One question I've always had about these capability systems is: why isn't there a way to set capabilities from the parent process when execing? Why trust a program to set its own capabilities? I know that having a process set capabilities on itself doesn't break existing tools, but it seems like if you really wanted a robust system it would make sense to have the parent process, the user's shell for example, set the capabilities on its children, and have those capabilities be inheritable so the child could spawn other processes with the same or fewer capabilities (if it's allowed to do that at all). Is there an existing system that works this way, in or outside of the UNIX family? Or maybe some research paper written on the subject? I'd love to know.
You can mostly do that with Seccomp on Linux (I have no experience with FreeBSD).

Child processes inherit the restrictions from the parent. You can therefore have the parent fork, setup it's rules, then exec. This is exactly how syscall filtering (and a bunch of other lockdowns) are implemented in SystemD

I am less sure about the others (capsicum, seccomp) but the threat model for opebsd's pledge is not that you don't trust the process, you do trust the process, otherwise you would not be running it. The threat pledge is trying to solve is where if the process gets corrupted by a malicious agent while it is running the fallout is minimal. Under this threat model the process notifies the kernel to shed capabilities as soon as it no longer needs them. something that can only be done in process.

Openbsd had a neat external syscall sandboxing system at one point (systrace ) it was removed for reasons I don't fully understand. But I think it boils down to "optional security isn't". hard to maintain, problematic, external policies, the first thing you do is disable them (cough selinux cough)

EDIT: Article seems to have been updated to remove mention of Chromium.

This article contains a lot of errors, for example Chromium on FreeBSD does NOT use Capsicum, it never has. That was experimental and invasive work done 17 years ago that was NEVER committed to their official ports repository. In fact, not a single browser on FreeBSD uses Capsicum or any form of sandboxing _at all_.

https://github.com/rwatson/chromium-capsicum

https://www.freshports.org/www/chromium/

https://cgit.freebsd.org/ports/log/www/chromium/Makefile?qt=...

Contrast that with OpenBSD, where the Chromium port has used pledge(2) since January 2016, and unveil(2) since 2018. Both are enabled by default. Mozilla Firefox ports also use both pledge and unveil since 2018-2019, with refinements over the years.

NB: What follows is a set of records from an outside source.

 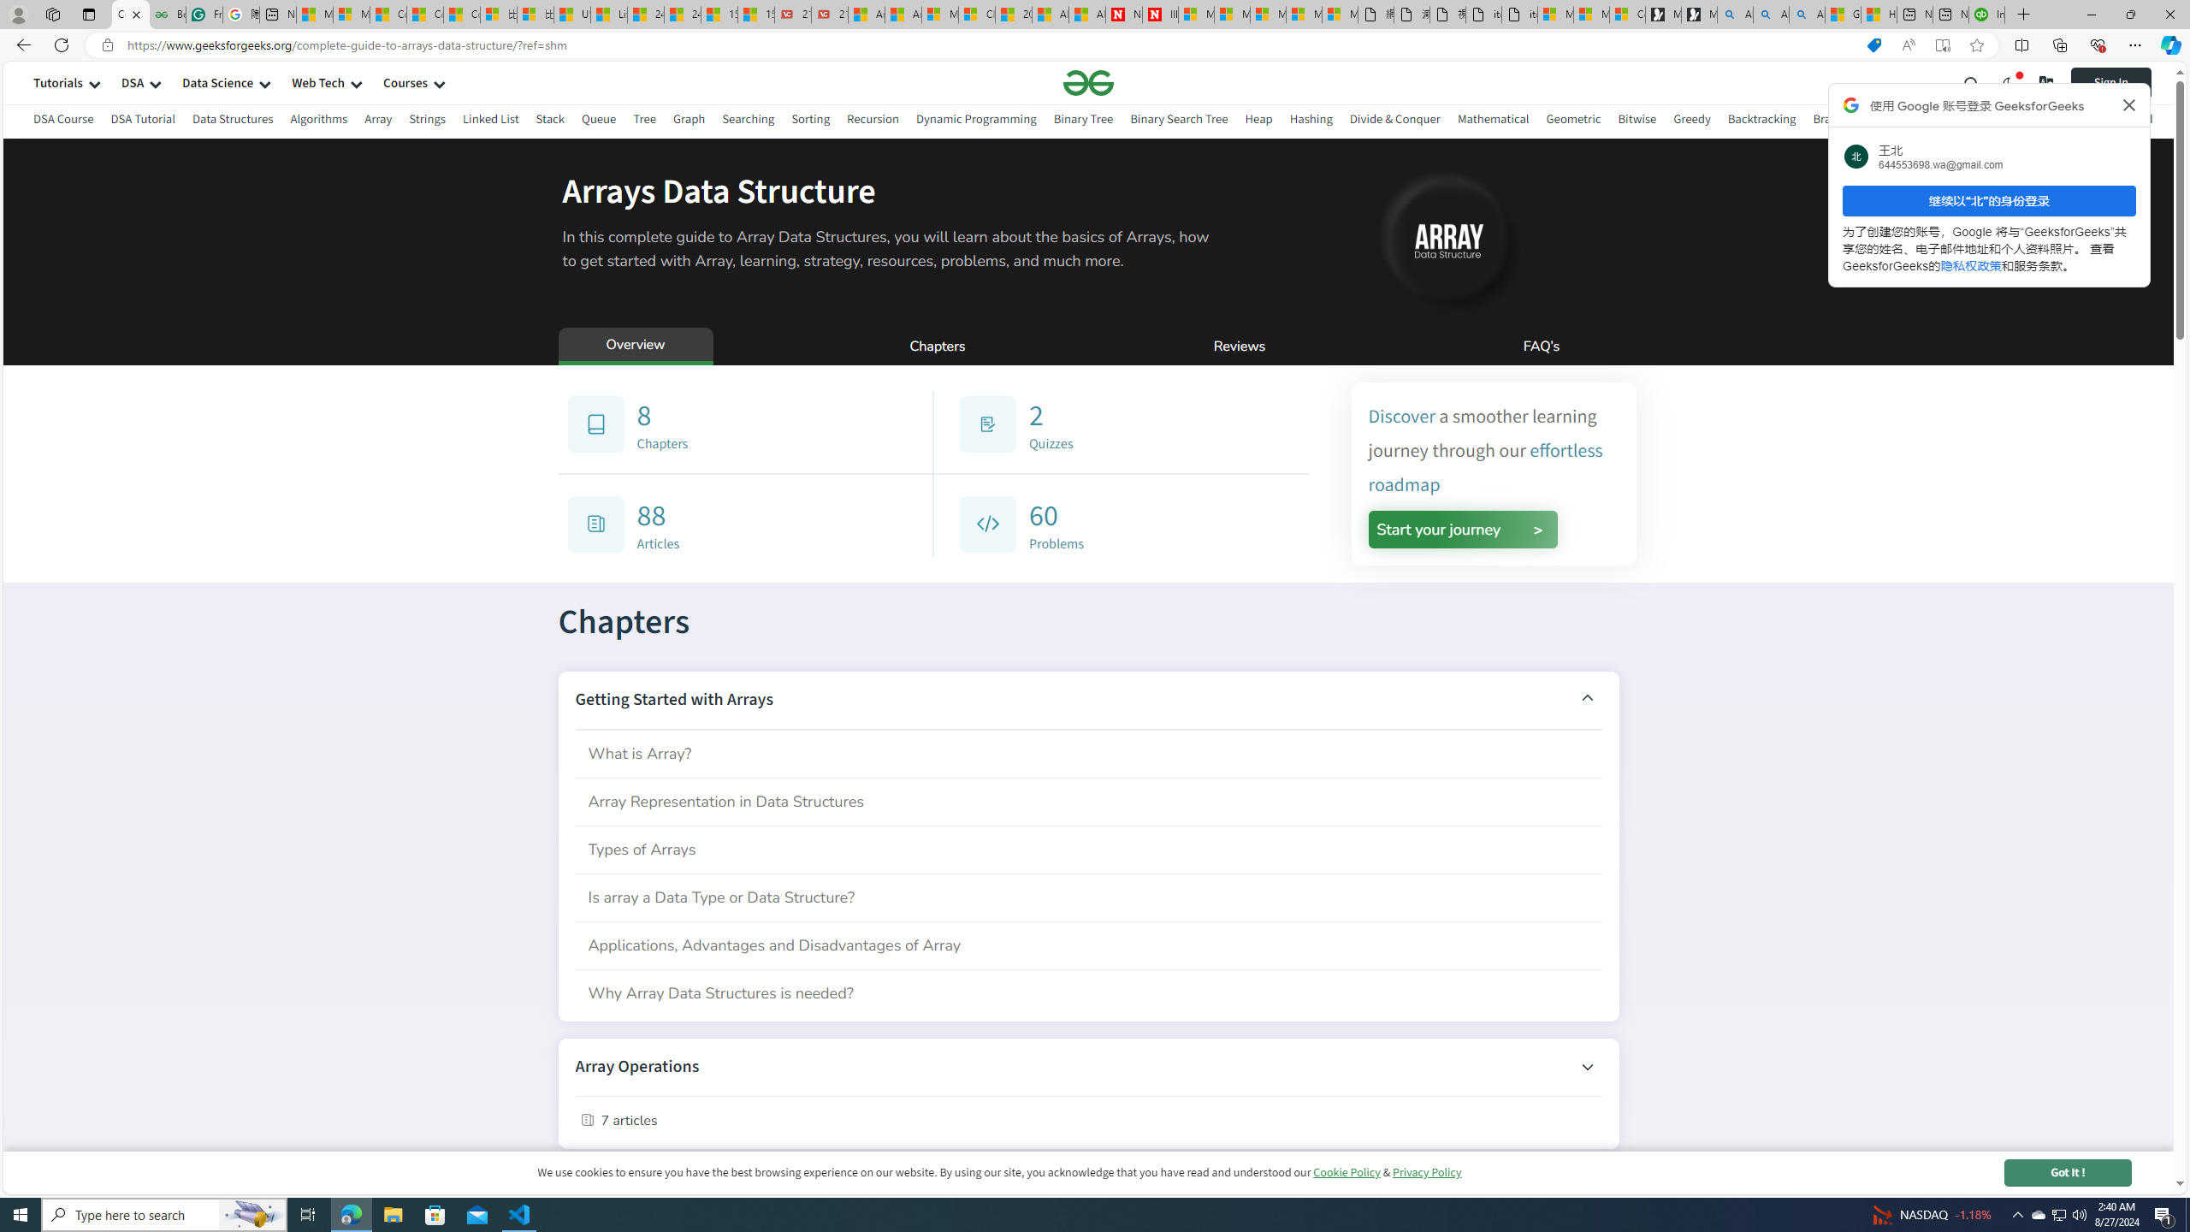 What do you see at coordinates (489, 119) in the screenshot?
I see `Linked List` at bounding box center [489, 119].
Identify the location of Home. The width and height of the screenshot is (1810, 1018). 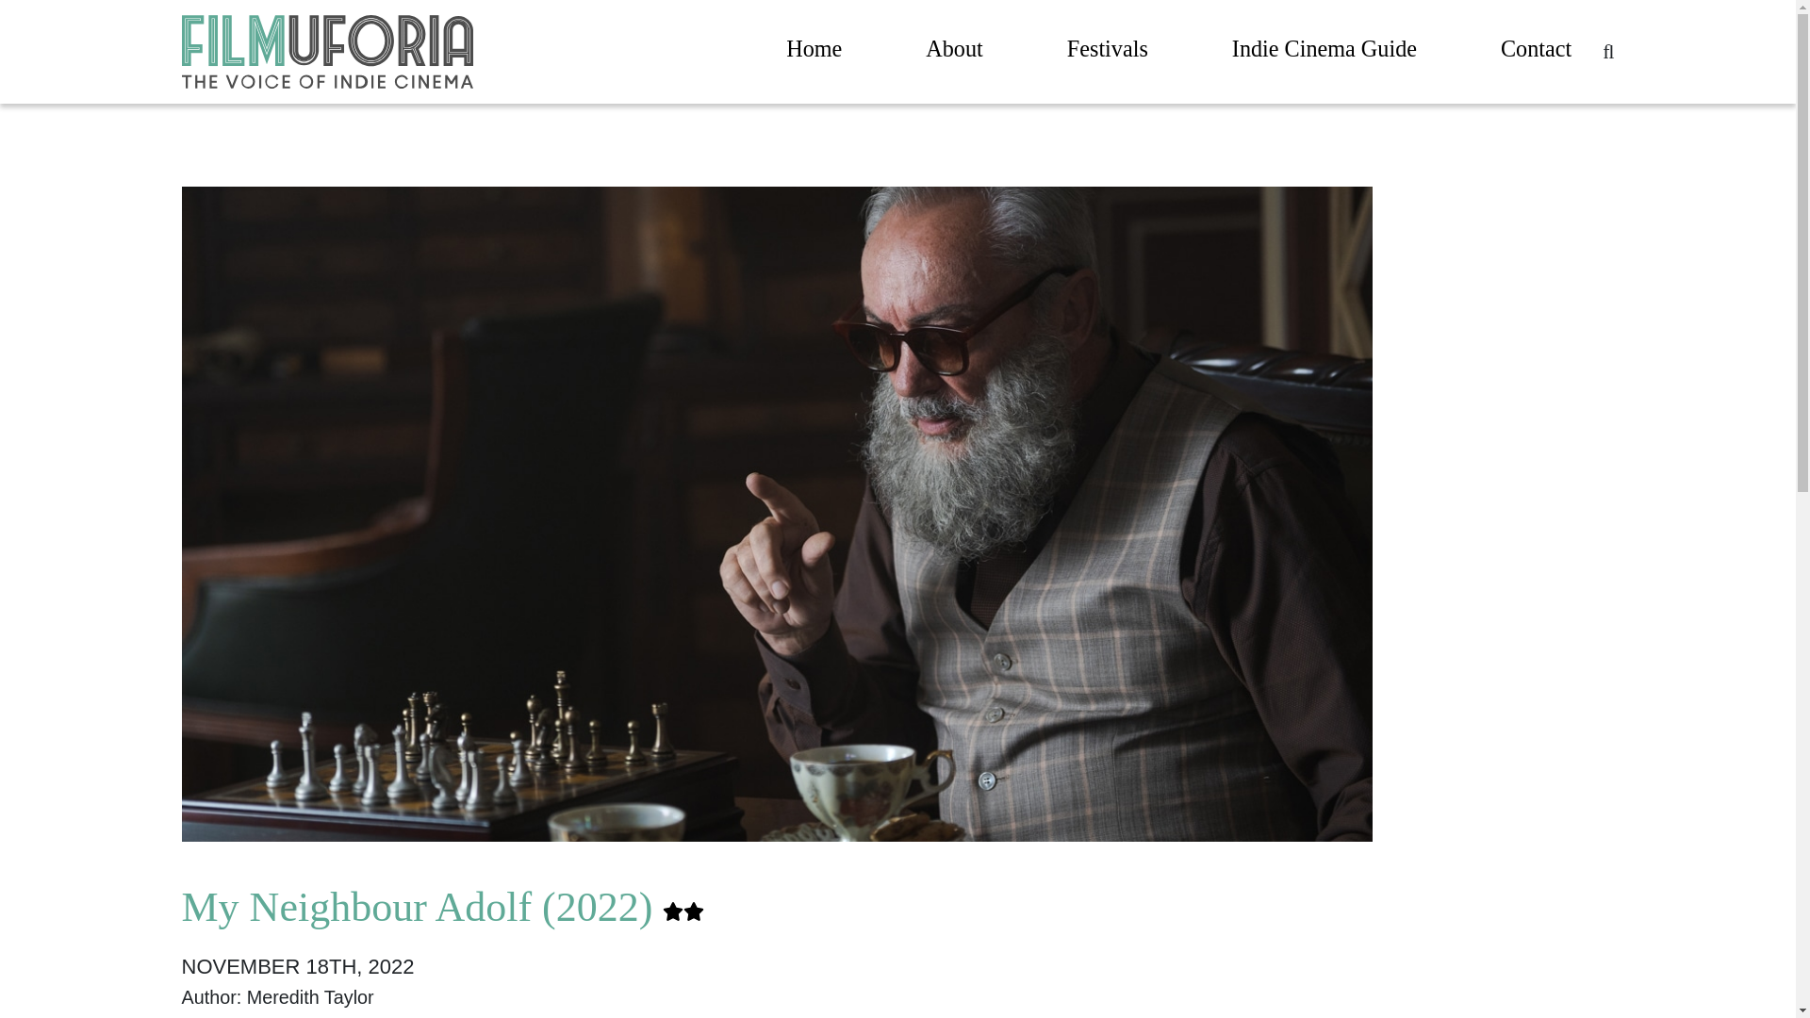
(812, 53).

https://marc.info/?l=openbsd-ports-cvs&m=145211683609002&w=2

https://marc.info/?l=openbsd-ports-cvs&m=153250162128188&w=2

OpenBSD's fork of tcpdump has been privsep for ~22 years, and its packet parser runs with no privileges. It's pledged tightly "stdio" and has no network/filesystem access, and uses OpenBSD specific innovations like bpf descriptor locking (BIOCLOCK) missing from both FreeBSD/Linux tcpdump today (despite FreeBSD adding the ioctl in 2005).

In the years since it was added, the reason Capsicum has only been applied to a handful of utilities is because it's a tree barren of decades worth of incremental work on privilege separation and security research.

Excuse me for being ignorant, is Seccomp what SELinux is based on ?

Also, what is well-known piece of software that uses Capsicum on FreeBSD ? Can someone name a few ?

No. SELinux is based on the Linux Security Module framework, which places explicit hooks at key points within the kernel.

They also operate under pretty fundamentally different philosophies. Seccomp is based on a program dropping its own permissions. SELinux is based on a system integrator writing an ahead of time policy restricting what a program can do.

subtraction vs filtration is the right framing even if the article is slop. removing capabilities is structurally different from filtering syscalls because the set of things to filter grows every kernel release but the set of things a process actually needs doesn't.